The Finn Episode in Beowulf: Line 108S(b) ac hig him gepingo budon
Abstract
This paper reconsiders that elusive section of the Finn Episode in Beowulf which concerns the offering of a treaty in lines 1080-961 after the slaughterous fighting at Finnsburh. The difficulties of the Episode are notorious. The identification of the pronouns in lines 1085-87 has proved as much a battlefield for editors as the mebelstede of line 1082 proved for Finn and Hengest. This section of the narrative is further complicated by a group called the 'Eotenas', whose identity is one of the longest standing debates in the study of Beowulf.
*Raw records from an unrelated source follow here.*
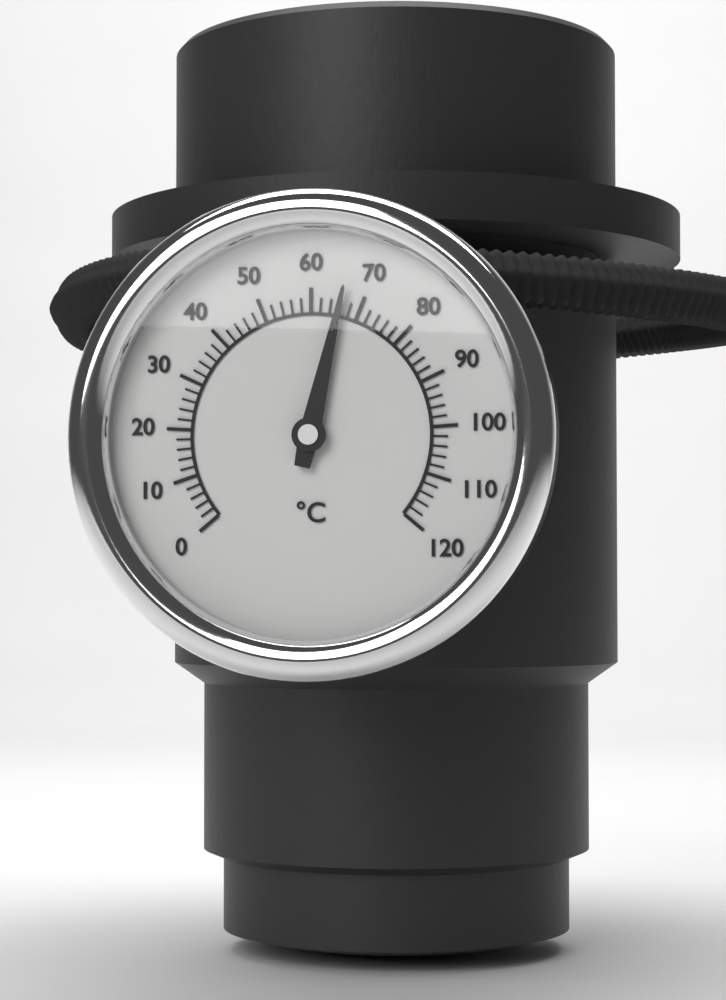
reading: 66 °C
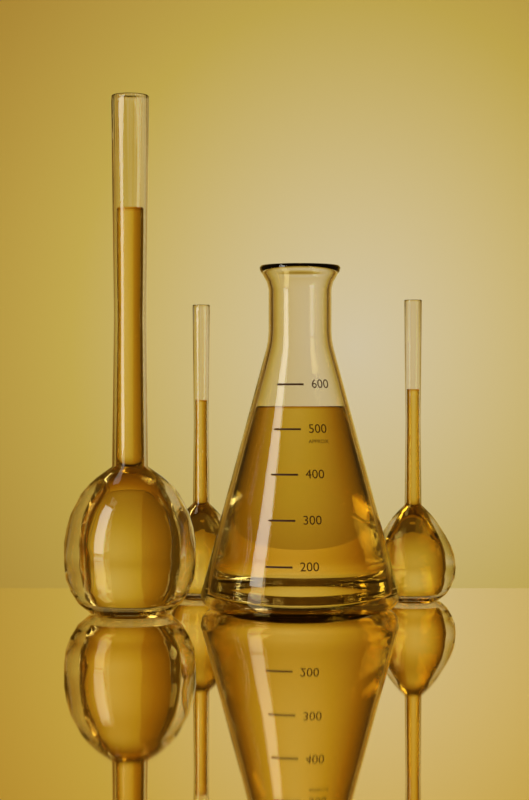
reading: 550 (no unit)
This paper takes issue with one received method of examining the cruces in this section of the narrative and proposes a new reading of line 1085(b), the point at which the terms are first offered. l.e. Finn Episode is a narrative within a narrative. It is recounted by a Danish minstrel, Hrol'gar's scop, who, at a banquet to celebrate Beowulfs defeat of the monster Grendel, sings of the fighting between a certain Finn and a hero of the Half-Danes, Hnref Scyldinga. This long account is contained in ninety lines commencing from line 1068 and concluding at line 1169. What is the mode of narration of this episode? What occurs in the narrative? What features of the narrative are placed in the foreground by the mode in which it is recounted in Beowulf! A discussion of the difficulties in lines 1080-96 raises such questions, but, in the course of exploring these lines, one needs to remember also the mode in which the narrative was received by an audience of listeners. Since the narrative was orally delivered, I ask the reader to forgo one of the usual advantages of the printed page and to imagine that the narrative unfolds itself phrase by phrase, without that reassuring support given by a stretch of subsequent printed text which tacitly promises to explicate any immediate obscurity.